Security in the coastal capital has improved greatly since Al-Shaba’ab fled the city after an African Union and Somalian government military offensive in August 2011. Now its rubble-strewn streets are choked with traffic and constructions sites point to a new confidence as Somalians return from abroad and invest in their homeland.

But the threat persists from Al-Shaba’ab, which still controls much of the countryside.

“We carried out a superb intense mission in Mogadishu today. We killed 26 people. including soldiers and court staff,” said Al-Shaba’ab spokesman Sheikh Ali Mohamud Rage.

“We assigned five special mujahideen for the court—four of them entered and killed the people inside. The other mujahid, with his car bomb, exploded when government soldiers gathered at the gate.”

Al Shabaab routinely inflates the number of people it kills.

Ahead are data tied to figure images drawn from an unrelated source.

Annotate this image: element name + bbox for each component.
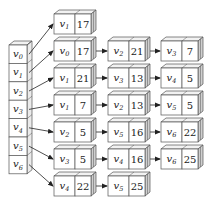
weight-label: 5 [80,127,86,138]
list-node-v3-v1: v17 [54,91,96,115]
weight-label: 17 [77,46,90,57]
list-node-v4-v5: v516 [108,118,150,142]
list-node-v1-v2: v221 [108,37,150,61]
list-node-v3-v5: v55 [161,91,203,115]
list-node-v3-v2: v213 [108,91,150,115]
weight-label: 22 [77,181,90,192]
list-node-v1-v0: v017 [54,37,96,61]
weight-label: 25 [184,154,197,165]
weight-label: 7 [80,100,86,111]
adjacency-list-diagram: v0v1v2v3v4v5v6 v117v017v221v37v121v313v4… [0,0,210,207]
list-node-v5-v4: v416 [108,145,150,169]
list-node-v2-v4: v45 [161,64,203,88]
list-node-v6-v4: v422 [54,172,96,196]
list-node-v5-v3: v35 [54,145,96,169]
vertex-array-side-face [27,41,32,174]
weight-label: 5 [187,73,193,84]
list-node-v5-v6: v625 [161,145,203,169]
weight-label: 5 [187,100,193,111]
list-node-v4-v2: v25 [54,118,96,142]
weight-label: 16 [131,154,144,165]
head-arrow-v4 [29,128,53,132]
list-node-v2-v1: v121 [54,64,96,88]
head-arrow-v1 [29,51,53,73]
weight-label: 13 [131,100,144,111]
list-node-v6-v5: v525 [108,172,150,196]
weight-label: 16 [131,127,144,138]
weight-label: 17 [77,19,90,30]
head-arrow-v0 [29,24,53,54]
weight-label: 5 [80,154,86,165]
vertex-array: v0v1v2v3v4v5v6 [9,41,32,174]
adjacency-lists: v117v017v221v37v121v313v45v17v213v55v25v… [54,10,203,196]
list-node-v2-v3: v313 [108,64,150,88]
weight-label: 21 [131,46,144,57]
weight-label: 13 [131,73,144,84]
weight-label: 7 [187,46,193,57]
head-arrow-v3 [29,105,53,109]
head-arrow-v2 [29,78,53,91]
head-arrow-v6 [29,165,53,186]
list-node-v1-v3: v37 [161,37,203,61]
list-node-v0-v1: v117 [54,10,96,34]
weight-label: 22 [184,127,197,138]
weight-label: 25 [131,181,144,192]
weight-label: 21 [77,73,90,84]
list-node-v4-v6: v622 [161,118,203,142]
head-arrow-v5 [29,146,53,159]
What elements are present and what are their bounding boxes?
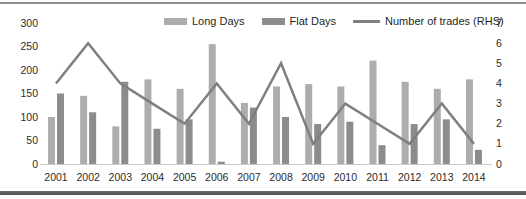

Security forces managed to rescue the Supreme Court chairman and other officials, some of whom climbed out of buildings using ladders.

“The supreme court chairman and other judges have now safely arrived at the mayor’s office through another door. Many ladders have also been placed on the walls and some staff and civilians and have managed to escape using the ladders,” Sabdow said.

Later, a car bomb exploded at a building housing Somalian intelligence along the road to the airport as Turkish and African Union vehicles were passing, police and witnesses said. Government forces then opened fire and blocked the road.

“The car bomb exploded near the gate of a building housing the Somalian security. African Union and Turkish cars were also passing there. We are still investigating the target and casualties,” Qadar Ali, a police officer, told Reuters.

Witnesses said three people were killed in the blast.

“I saw three dead people including a man, a woman and a child. The ruined car bomb is in the middle of the road,” witness Hussein Bile told Reuters.

A Turkish official who spoke on condition of anonymity said one of its Red Crescent vehicles was passing at the time of the explosion. A Somalian driver was killed and three Turkish passengers were wounded, the official said.

Britain warned on April 5 it believed “terrorists are in the final stages of planning attacks in Mogadishu.”
In control of much of the capital, Mogadishu, between 2009 and 2011, Al-Shaba’ab has been forced out of most major cities in central and southern Somalia by African Union peacekeepers.

But the hardline Islamist group has hit back with a series of bomb attacks. In early April, a bomb went off outside the headquarters of Somalia’s biggest bank, Dahabshiil’s, wounding at least two people hours after Al-Shaba’ab ordered the company to cease operations in areas under its control.

“Somalia is moving, and will keep moving, forward and will not be prevented from achieving the ultimate noble goal, a peaceful and stable Somalia, by a few desperate terrorists,” President Hassan Sheikh Mohamud said in a statement.

Last month, Al-Shaba’ab claimed responsibility for suicide car bomb targeting a senior Somalian security official, which killed at least 10 people in central Mogadishu. The security official survived the attack, the city’s deadliest this year.